The partnership among IR, student success leadership, and academic advising has given us a structure for doing exactly that. IR provides the evidence base, student success leaders convert that evidence into institutional action, and advisors make the strategy real for students. This three-part partnership does not replace the broader work of teaching, belonging, and financial support. But it does create a more coherent way to align those efforts. For campuses trying to move from analytics to action, that may be the most important lesson of all.

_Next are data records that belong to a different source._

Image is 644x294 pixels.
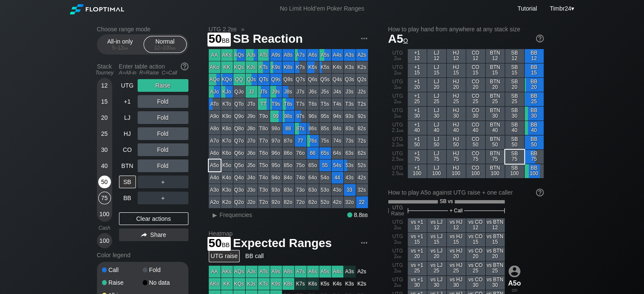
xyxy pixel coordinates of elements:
[233,184,245,196] div: Q3o
[94,60,115,79] div: Stack
[466,49,485,63] div: CO 12
[258,86,270,98] div: JTs
[258,98,270,110] div: TT
[525,49,544,63] div: BB 12
[209,49,221,61] div: AA
[258,184,270,196] div: T3o
[231,26,236,33] span: bb
[447,63,466,78] div: HJ 15
[98,234,111,248] div: 100
[486,92,505,106] div: BTN 25
[344,98,356,110] div: T3s
[138,192,189,205] div: ＋
[282,98,294,110] div: T8s
[356,98,368,110] div: T2s
[344,147,356,159] div: 63s
[307,86,319,98] div: J6s
[209,160,221,171] div: A5o
[356,147,368,159] div: 62s
[258,123,270,134] div: T8o
[356,73,368,86] div: Q2s
[282,123,294,134] div: 88
[427,121,447,135] div: LJ 40
[295,73,306,86] div: Q7s
[98,144,111,156] div: 30
[466,150,485,164] div: CO 75
[245,98,258,110] div: JTo
[388,26,544,33] h2: How to play hand from anywhere at any stack size
[344,86,356,98] div: J3s
[258,135,270,147] div: T7o
[505,164,524,179] div: SB 100
[319,160,331,171] div: 55
[307,123,319,134] div: 86s
[486,63,505,78] div: BTN 15
[344,62,356,73] div: K3s
[119,192,136,205] div: BB
[209,98,221,110] div: ATo
[447,121,466,135] div: HJ 40
[270,49,282,61] div: A9s
[270,110,282,123] div: 99
[397,113,402,119] span: bb
[282,110,294,123] div: 98s
[332,135,343,147] div: 74s
[525,136,544,150] div: BB 50
[270,98,282,110] div: T9s
[427,164,447,179] div: LJ 100
[270,147,282,159] div: 96o
[508,266,521,277] img: icon-avatar.b40e07d9.svg
[408,78,427,92] div: +1 20
[427,63,447,78] div: LJ 15
[344,184,356,196] div: 33
[258,172,270,184] div: T4o
[466,92,485,106] div: CO 25
[307,98,319,110] div: T6s
[233,49,245,61] div: AQs
[359,34,369,43] img: ellipsis.fd386fe8.svg
[119,128,136,140] div: HJ
[319,135,331,147] div: 75s
[267,5,377,14] div: No Limit Hold’em Poker Ranges
[525,63,544,78] div: BB 15
[332,86,343,98] div: J4s
[282,49,294,61] div: A8s
[282,73,294,86] div: Q8s
[295,135,306,147] div: 77
[307,172,319,184] div: 64o
[143,280,184,286] div: No data
[221,172,233,184] div: K4o
[102,267,143,273] div: Call
[447,136,466,150] div: HJ 50
[209,110,221,123] div: A9o
[505,107,524,121] div: SB 30
[295,86,306,98] div: J7s
[295,172,306,184] div: 74o
[221,147,233,159] div: K6o
[221,98,233,110] div: KTo
[505,121,524,135] div: SB 40
[119,144,136,156] div: CO
[466,63,485,78] div: CO 15
[486,164,505,179] div: BTN 100
[141,233,147,237] img: share.864f2f62.svg
[319,98,331,110] div: T5s
[270,73,282,86] div: Q9s
[356,86,368,98] div: J2s
[245,73,258,86] div: QJs
[245,184,258,196] div: J3o
[138,160,189,172] div: Fold
[505,92,524,106] div: SB 25
[408,63,427,78] div: +1 15
[447,164,466,179] div: HJ 100
[295,160,306,171] div: 75o
[237,26,249,33] span: »
[332,49,343,61] div: A4s
[233,86,245,98] div: QJo
[307,49,319,61] div: A6s
[270,123,282,134] div: 98o
[356,62,368,73] div: K2s
[356,172,368,184] div: 42s
[408,150,427,164] div: +1 75
[332,160,343,171] div: 54s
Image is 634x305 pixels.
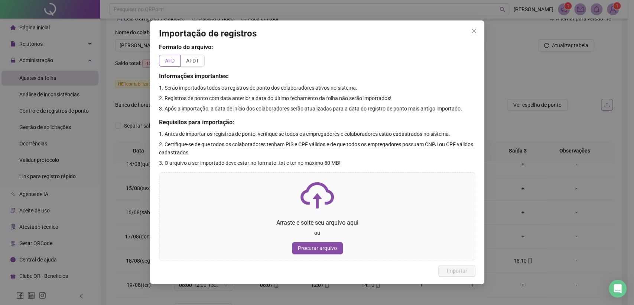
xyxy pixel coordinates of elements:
span: 2. Certifique-se de que todos os colaboradores tenham PIS e CPF válidos e de que todos os emprega... [159,141,473,155]
span: AFDT [186,58,199,64]
button: Importar [438,265,475,277]
button: Procurar arquivo [292,242,342,254]
span: Informações importantes: [159,72,229,79]
span: 3. Após a importação, a data de início dos colaboradores serão atualizadas para a data do registr... [159,105,462,111]
span: Formato do arquivo: [159,43,213,51]
div: Open Intercom Messenger [609,279,627,297]
button: Close [468,25,480,37]
h3: Importação de registros [159,28,475,40]
span: cloud-uploadArraste e solte seu arquivo aquiouProcurar arquivo [159,172,475,260]
span: AFD [165,58,175,64]
span: Procurar arquivo [298,244,337,252]
span: Arraste e solte seu arquivo aqui [276,219,358,226]
span: cloud-upload [300,178,334,212]
span: close [471,28,477,34]
span: 2. Registros de ponto com data anterior a data do último fechamento da folha não serão importados! [159,95,391,101]
p: 3. O arquivo a ser importado deve estar no formato .txt e ter no máximo 50 MB! [159,159,475,167]
span: 1. Serão importados todos os registros de ponto dos colaboradores ativos no sistema. [159,85,357,91]
span: 1. Antes de importar os registros de ponto, verifique se todos os empregadores e colaboradores es... [159,131,450,137]
span: Requisitos para importação: [159,118,234,126]
span: ou [314,230,320,236]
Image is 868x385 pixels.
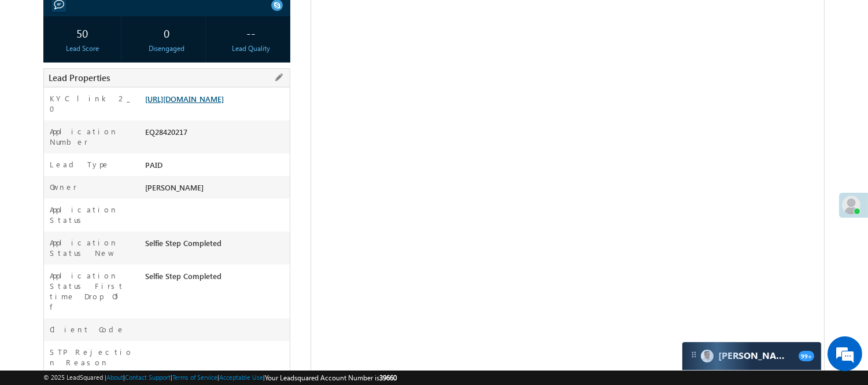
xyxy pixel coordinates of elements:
[215,44,287,54] div: Lead Quality
[50,347,133,368] label: STP Rejection Reason
[130,22,202,44] div: 0
[107,373,123,380] a: About
[50,93,133,114] label: KYC link 2_0
[682,341,822,370] div: carter-dragCarter[PERSON_NAME]99+
[48,72,109,83] span: Lead Properties
[50,182,77,192] label: Owner
[718,350,792,361] span: Carter
[142,159,290,175] div: PAID
[50,324,125,335] label: Client Code
[142,126,290,142] div: EQ28420217
[130,44,202,54] div: Disengaged
[145,182,203,192] span: [PERSON_NAME]
[50,126,133,147] label: Application Number
[50,270,133,312] label: Application Status First time Drop Off
[50,204,133,225] label: Application Status
[46,44,118,54] div: Lead Score
[215,22,287,44] div: --
[50,237,133,258] label: Application Status New
[172,373,217,380] a: Terms of Service
[379,373,397,382] span: 39660
[142,270,290,286] div: Selfie Step Completed
[799,350,814,361] span: 99+
[219,373,264,380] a: Acceptable Use
[145,94,223,104] a: [URL][DOMAIN_NAME]
[125,373,170,380] a: Contact Support
[689,350,698,359] img: carter-drag
[46,22,118,44] div: 50
[701,349,714,362] img: Carter
[264,373,397,382] span: Your Leadsquared Account Number is
[50,159,109,170] label: Lead Type
[44,372,397,383] span: © 2025 LeadSquared | | | | |
[142,237,290,254] div: Selfie Step Completed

Christina Downey Ph.D.Christina Downey Ph.D. is the Assistant Director of Business Intelligence at the University of Alabama at Birmingham. She oversees data architecture and modeling, reporting and dashboard development in support of institutional research, reporting, and analytics, with a focus on translating complex data for varied audiences.

 

Tradara McLaurineTradara McLaurine, Senior Executive Director of Campus Career & Advising Services at IU Indianapolis, is a three-time alumna of Indiana State University with two bachelor’s degrees one in accounting, one in legal studies and her master’s degree in student Affairs and Higher Education and her certification in Women’s Entrepreneurship from eCornell. She has over 15 years’ experience working in higher education in the areas of career advising, academic advising, student conduct, conferences and events, programming, teaching, and residential life. Tradara currently holds certifications as a Certified Diversity Professional from the Institute of Diversity Certification, Certified Trainer for Understanding and Engaging Under-Resourced College Students from Bridges Out of Poverty, Certified Predictive Index Practitioner and Certified Wellness & Health Coach.

 

Rishika SamalaRishika Samala has 9 years of experience working in Data Science and Research with a master's in data science. She currently serves as a data scientist with the Research and Analytics team, a subunit within Indiana University’s Institutional Analytics office. She has extensive work expertise in machine learning, deep learning, recommendations, and predictive analytics from various domains including automotive, health research and manufacturing.

 

Stefano Fiorini Ph.D.Stefano Fiorini Ph.D. is a Social and Cultural Anthropologist with the Research and Analytics team, a subunit within Indiana University’s Institutional Analytics office. He has extensive applied research experience in the areas of institutional research and learning analytics. He has published in peer reviewed journals and conference proceedings, presented at national and international conferences (e.g. AIR Annual Forum, CSRDE, LAK, LAP), earning best paper awards from INAIR, AIR and SoLAR, as well as served as chair of projects’ working groups, editorial boards and conference organizations.

 

Gina DeomGina Deom has more than a decade of experience working in higher education data and research. She currently serves as the Team Lead of the Institutional Reporting Development unit within the Office of Institutional Analytics. Gina has given several presentations at national and international conferences, including the SHEEO Higher Education Policy Conference, the NCES STATS-DC Data Conference, the Learning Analytics and Knowledge (LAK) Conference, and the AIR Forum. Gina has earned a best paper award from INAIR, AIR, and LAK.

 

Ram MarupudiRam Marupudi has 7 years of experience working in the field of Data Science and Analysis with master's in data science degree. He currently serves as Data Scientist with the Research and Analytics team, a subunit within Indiana University’s Institutional Analytics office. He has extensive experience in Machine Learning Operations and Predictive analytics in verticals like ERI, FSI and Higher Education.